Stories of the Border Marches eBook

John Lang (writer)
This eBook from the Gutenberg Project consists of approximately 321 pages of information about Stories of the Border Marches.

Stories of the Border Marches eBook

John Lang (writer)
This eBook from the Gutenberg Project consists of approximately 321 pages of information about Stories of the Border Marches.

Ringan had ever been known as well for his rigid ideas of faith and honour as for his great strength and undaunted courage, and these qualities had brought him greatly into the esteem and friendship of his landlord, one of the earliest of the Marquesses of Lothian.  It is said that when the Marquess, towards the end of his life, found it necessary to take what was then the tedious and toilsome journey to London, he sent for Ringan, and giving him the key of a room in Ferniehurst in which were kept important and valuable deeds and family papers, charged him on no account to allow anyone to enter the room or to interfere with the papers until he (the Marquess) should return.  It happened, however, shortly after Lord Lothian’s departure that his heir had occasion to wish to enter this locked room, and he sent to demand the key from Ringan.  The old man, naturally and rightly, refused to depart from the instructions he had received when the key was delivered to him, and the reply he sent to the young lord may probably have been somewhat blunt and uncompromising.  In any case, hot words passed between him and the indignant heir, who considered, perhaps not unnaturally, that prohibition to enter the locked room, to whomsoever else it might apply, certainly could not under any circumstances apply to him.  Perhaps had he gone in the first instance himself to Ringan and explained matters the affair might without much difficulty have been arranged.  But he had taken the other course, and had demanded the key as a matter of right.  Hence came hot words between the two, and the upshot was that the younger man left boiling with resentment at the “old Cameronian devil, Ringan Oliver,” and threatening to pay him out.

No very long time after this the old Marquess died, and Ringan’s enemy reigned in his stead.  Nor was it long ere he began to show that no portion of the wrath conceived by him against the old man had been allowed to die for want of nursing.  One September day, when Ringan’s crop was all but ready to cut, there came across the water from Ferniehurst the new Marquess accompanied by several mounted men, servants, and others, with dogs.  Soon the party began riding over the farm, ostensibly looking for hares; finally, they all went into the standing crop, trampling it down wantonly, hallooing their dogs here, there, and everywhere, and galloping furiously about wherever the corn stood thickest.  Ringan had been rapidly becoming more and more angry as he found that the damage done was so manifestly wilful damage; and at last, finding remonstrance to be so much waste of breath, he snatched up an old musket, which possibly had not seen the light since Killiecrankie, and shot one of the dogs.

That was enough for the Marquess; he had got the old man in the wrong now.  Off he went at once and lodged with the Sheriff of Roxburghshire a complaint against Ringan, and a summons was issued.  Ringan refused to appear in court.

“Na!” he said.  “I’ve done nae wrong.  I daur them to lay a hand on me.”

Copyrights
Project Gutenberg
Stories of the Border Marches from Project Gutenberg. Public domain.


HOW TO COMPLETE THIS TASK —
When a line of the entries contains the word "fuelwood", report that line.

DATA RECORDS —
● ● ● ● ● ● ●
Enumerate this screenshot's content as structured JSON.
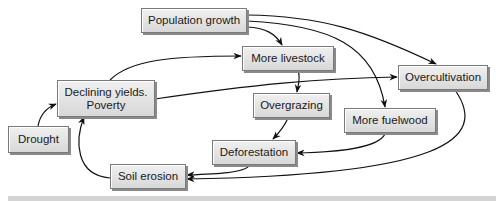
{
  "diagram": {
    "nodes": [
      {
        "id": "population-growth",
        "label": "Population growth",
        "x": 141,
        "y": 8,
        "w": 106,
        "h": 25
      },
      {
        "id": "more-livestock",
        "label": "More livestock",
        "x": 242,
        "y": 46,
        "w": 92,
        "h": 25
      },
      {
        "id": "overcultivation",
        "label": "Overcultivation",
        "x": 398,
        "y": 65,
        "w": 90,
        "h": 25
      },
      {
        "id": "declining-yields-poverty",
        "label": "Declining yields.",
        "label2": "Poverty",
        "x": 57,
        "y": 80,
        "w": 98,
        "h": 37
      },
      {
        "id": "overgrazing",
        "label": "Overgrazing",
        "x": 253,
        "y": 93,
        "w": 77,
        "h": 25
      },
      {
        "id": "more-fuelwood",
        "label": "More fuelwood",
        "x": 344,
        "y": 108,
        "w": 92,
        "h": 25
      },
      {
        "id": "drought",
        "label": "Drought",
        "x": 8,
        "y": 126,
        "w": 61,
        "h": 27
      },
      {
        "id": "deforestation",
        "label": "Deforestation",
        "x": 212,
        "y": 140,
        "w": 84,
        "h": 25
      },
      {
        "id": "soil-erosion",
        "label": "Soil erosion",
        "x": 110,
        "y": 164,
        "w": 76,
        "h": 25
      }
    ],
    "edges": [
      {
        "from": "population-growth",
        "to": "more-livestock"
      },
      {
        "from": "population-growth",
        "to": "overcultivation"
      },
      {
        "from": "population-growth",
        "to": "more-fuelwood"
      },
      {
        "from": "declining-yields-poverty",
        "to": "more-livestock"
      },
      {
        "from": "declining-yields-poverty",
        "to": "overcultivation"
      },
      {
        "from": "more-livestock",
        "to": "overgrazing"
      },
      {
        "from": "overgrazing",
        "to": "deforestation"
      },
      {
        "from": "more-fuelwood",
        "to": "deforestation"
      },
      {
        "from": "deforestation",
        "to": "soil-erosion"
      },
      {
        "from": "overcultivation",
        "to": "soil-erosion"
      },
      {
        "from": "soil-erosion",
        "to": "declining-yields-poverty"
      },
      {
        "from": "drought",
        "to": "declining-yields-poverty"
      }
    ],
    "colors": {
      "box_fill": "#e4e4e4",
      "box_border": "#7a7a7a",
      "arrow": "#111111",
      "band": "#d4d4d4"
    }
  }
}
● ● ● ● ● ● ●
RESULT FOR THIS EXERCISE —
        "id": "more-fuelwood",
        "label": "More fuelwood",
        "to": "more-fuelwood"
        "from": "more-fuelwood",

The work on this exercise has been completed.